Wednesday, July 20, 2011

"The Sound of Music"

Copyright © 2011 by Chris R. Glaser. All rights reserved.

This past Sunday afternoon I wanted to attend The Sound of Music sing-along at Atlanta’s classic Fox Theatre. My consolation prize was watching my DVD copy at home on our flat-screen.

I first saw it in 1965 at the age of 14 or 15 during an exclusive run at another famed movie palace, the Carthay Circle Theatre near Beverly Hills, demolished a few years later. Subsequently I would enjoy its first sing-along version at a theater in London’s West End. Twice I’ve visited Salzburg and twice I’ve taken the American Express Sound of Music Tour (smile). The only song I learned to play well on the piano is “Edelweiss”!

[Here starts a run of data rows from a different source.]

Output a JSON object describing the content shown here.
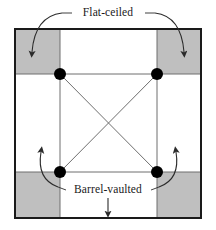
{
  "figure": {
    "type": "architectural-plan-diagram"
  },
  "labels": {
    "top": "Flat-ceiled",
    "bottom": "Barrel-vaulted"
  },
  "colors": {
    "shaded_bay_fill": "#bfbfbf",
    "shaded_bay_stroke": "#8a8a8a",
    "outer_frame_stroke": "#1a1a1a",
    "inner_grid_stroke": "#6e6e6e",
    "diagonal_stroke": "#6e6e6e",
    "pier_dot_fill": "#000000",
    "arrow_stroke": "#2b2b2b",
    "background": "#ffffff"
  },
  "geometry": {
    "outer_frame": {
      "x": 15,
      "y": 29,
      "width": 186,
      "height": 189
    },
    "grid_lines_vertical_x": [
      60,
      157
    ],
    "grid_lines_horizontal_y": [
      74,
      172
    ],
    "corner_bays": [
      {
        "name": "top-left",
        "x": 15,
        "y": 29,
        "width": 45,
        "height": 45,
        "shaded": true
      },
      {
        "name": "top-right",
        "x": 157,
        "y": 29,
        "width": 44,
        "height": 45,
        "shaded": true
      },
      {
        "name": "bottom-left",
        "x": 15,
        "y": 172,
        "width": 45,
        "height": 46,
        "shaded": true
      },
      {
        "name": "bottom-right",
        "x": 157,
        "y": 172,
        "width": 44,
        "height": 46,
        "shaded": true
      }
    ],
    "pier_dots": [
      {
        "name": "pier-top-left",
        "cx": 60,
        "cy": 74,
        "r": 6
      },
      {
        "name": "pier-top-right",
        "cx": 157,
        "cy": 74,
        "r": 6
      },
      {
        "name": "pier-bottom-left",
        "cx": 60,
        "cy": 172,
        "r": 6
      },
      {
        "name": "pier-bottom-right",
        "cx": 157,
        "cy": 172,
        "r": 6
      }
    ],
    "diagonals": [
      {
        "x1": 60,
        "y1": 74,
        "x2": 157,
        "y2": 172
      },
      {
        "x1": 157,
        "y1": 74,
        "x2": 60,
        "y2": 172
      }
    ]
  },
  "annotations": {
    "top_label_position": {
      "x": 108,
      "y": 13
    },
    "bottom_label_position": {
      "x": 108,
      "y": 190
    },
    "arrows": [
      {
        "name": "arrow-top-left",
        "target": "top-left-bay",
        "direction": "down-left"
      },
      {
        "name": "arrow-top-right",
        "target": "top-right-bay",
        "direction": "down-right"
      },
      {
        "name": "arrow-bottom-left",
        "target": "bottom-left-bay-above",
        "direction": "up-left"
      },
      {
        "name": "arrow-bottom-right",
        "target": "bottom-right-bay-above",
        "direction": "up-right"
      },
      {
        "name": "arrow-bottom-center",
        "target": "bottom-center-bay",
        "direction": "down"
      }
    ]
  }
}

My mother had the Broadway recording, so I already knew most of the songs and the general story line from listening to it repeatedly (wink). And I wanted to be Maria von Trapp. Not the children’s nanny or the baron’s wife, but the nun who sang in the convent and hills of the majestic Austrian Alps. Though a Protestant heretic, I romanticized and yearned for the contemplative life. 

But Baptists and Presbyterians did not have contemplative orders. The nearest I could come was Mt. Calvary Retreat House in Santa Barbara, run by the Episcopal Church’s Order of the Holy Cross, and destroyed in the 2008 Montecito fire. Overlooking the entire Santa Barbara shoreline, beneath towering mountains and star-filled nights, I enjoyed personal retreats walking the surrounding hills as well as reading, writing, praying, and being reminded of God’s presence in scripture, sacrament, community, and nature.

As has happened throughout my ministry, I once had an appointment with a priest seeking advice. As he spoke of spending time at a family-run music lodge in Vermont, I looked down at my appointment calendar and remembered his last name was von Trapp! When I learned his relation to Maria von Trapp, I asked if she could autograph one of her books for my mother.

A few year’s before my mother’s death, she suggested I take the book. I said, “But she autographed it for you!” Mom corrected my memory, “No—her note was to you.” Of course, I still have the book entitled simply Maria, in which she wrote, “To Chris—When we fill our lives with love and express this in doing whatever we can for others we are on the right path. Love believes that every turn in the road reveals God in a new way. God bless you for your love for my [relative]. Love, Maria von Trapp.”

I couldn’t be Maria von Trapp, but I’m grateful for these consoling words.


Chris will be speaking on "Spiritual Abuse" at the Georgia Mountains Unitarian Universalist Church in Dahlonega, Georgia, on Sunday, July 31, at 11 a.m.

1 comment:

  1. How exciting to have actually MET Maria von Trapp! That musical -- well, actually, ALL musicals -- have been my family's favorite entertainment. When our kids were still at home and our piano in tune, sing-along's were a major source of family bonding.